In his great town, King Ra-Mborakinda, or Ra-Nyambie, lived in glory with all his wives and sons and daughters. Some of his great and favored sons had large business and great wealth. But there was one of the sons, named Nkombe, whose mother was not a favorite wife of the king, so this Nkombe was poor. Everything went against him, and his life was quite miserable; only, he had a gun, and he knew how to shoot; that was all. So he thought, “I’m tired of this kind of life. I better leave and go off by myself.”
He gathered together the few things that belonged to him,—a few plates and pots, and his gun and ammunition,—and went away. He went far into the forest, and with his machete began to clear a little place for a camping-ground (olako).
He fixed up his camp, and next morning went out hunting. When he began to feel hungry, he turned back to cook his food. On his return he had fresh meat with him; this he cooked, set it on the table, and ate. After eating, he cleared off the table, washed the dishes, brushed up the floor, and the new meat that was left he put on the orala (drying-frame) for next day’s use. So that day’s work was done.
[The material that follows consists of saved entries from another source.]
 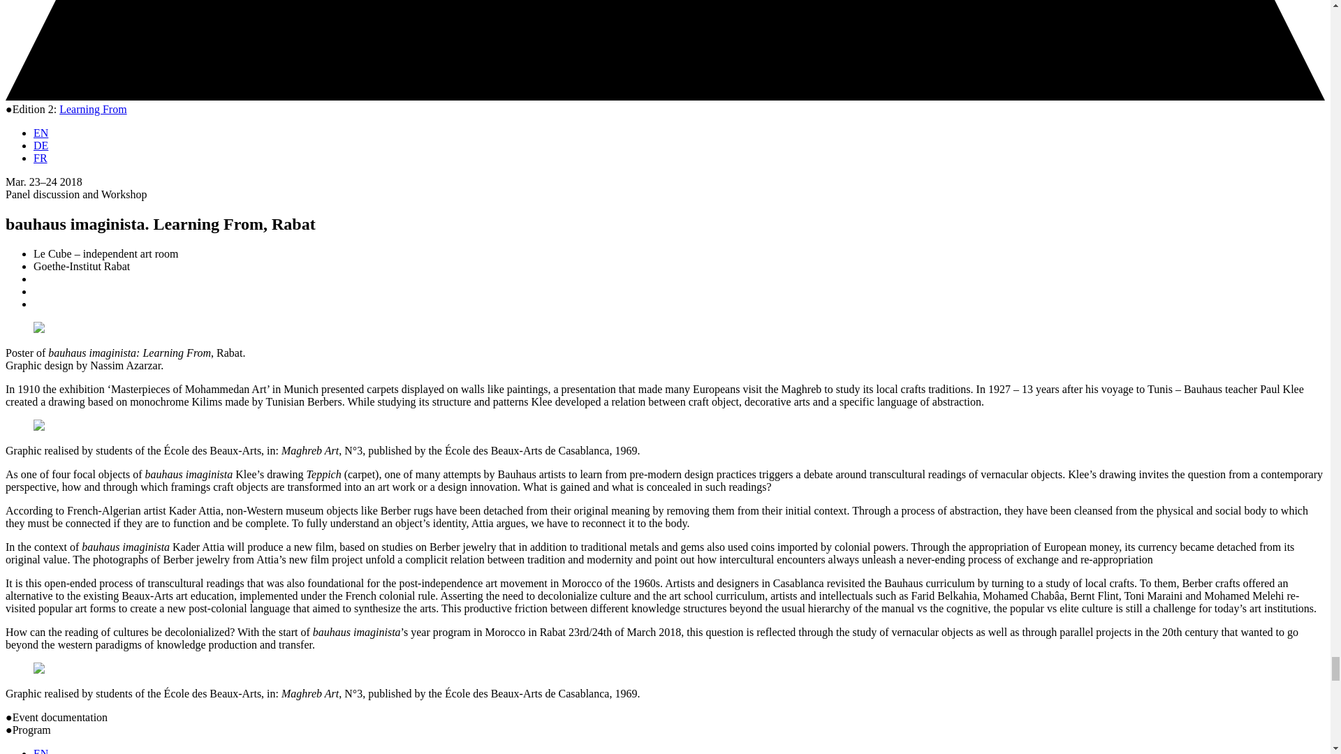 What do you see at coordinates (41, 158) in the screenshot?
I see `FR` at bounding box center [41, 158].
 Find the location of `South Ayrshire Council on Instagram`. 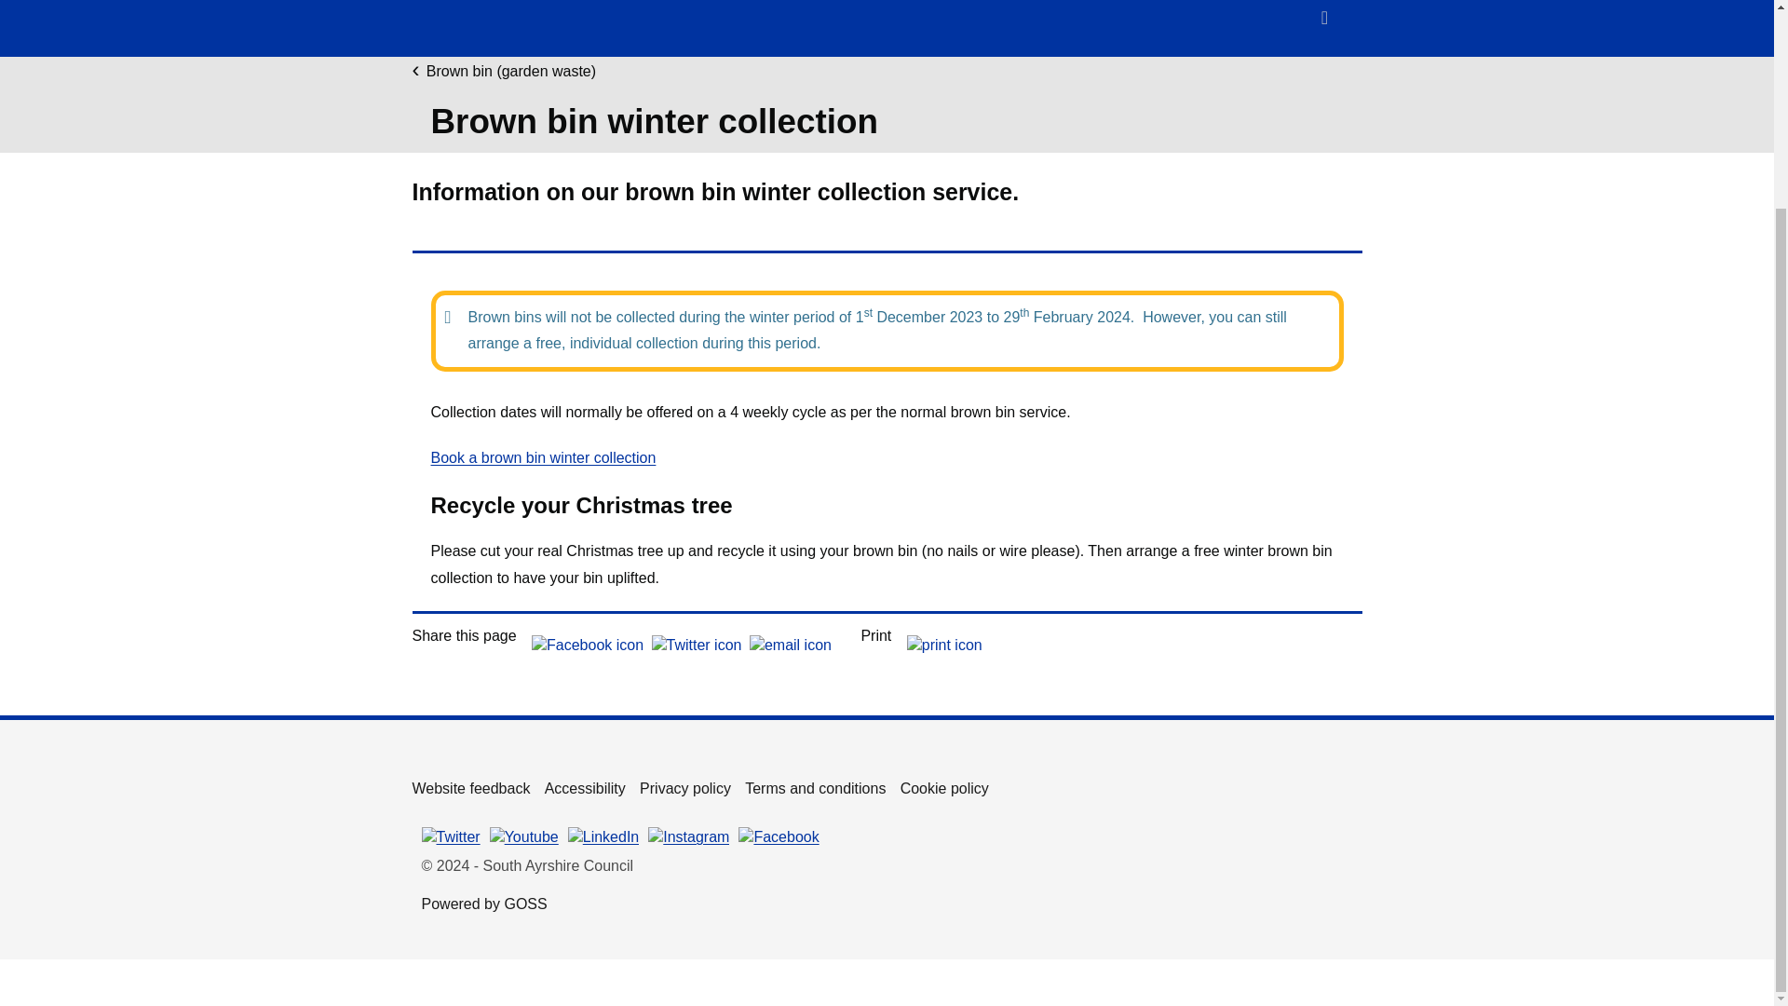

Next day he again leaves the camp, and with his gun is off again to his hunting. At noon he comes back with his meat,—antelope, or wild pig, or whatever it may be. He cooks his food, eats; and that day’s work is done just as the day before.
So he did many days. After each day’s work he was so tired and felt so lonely he wished he had a mother or some one to do for him.
Unknown to him, since he had come to that olako, there was a woman named Ilâmbe, who belonged to the awiri (fairies), who secretly had observed all that he did. One day she thought to herself, “Oh, I am sorry for this man; I think that as I have the power I will turn myself into a human being and help him, for I do not like to see him suffer.” So she said to herself, “To-day I will cause Nkombe to be unsuccessful, so that he shall kill only ntori (a big forest rat), and I will hide myself in ntori.”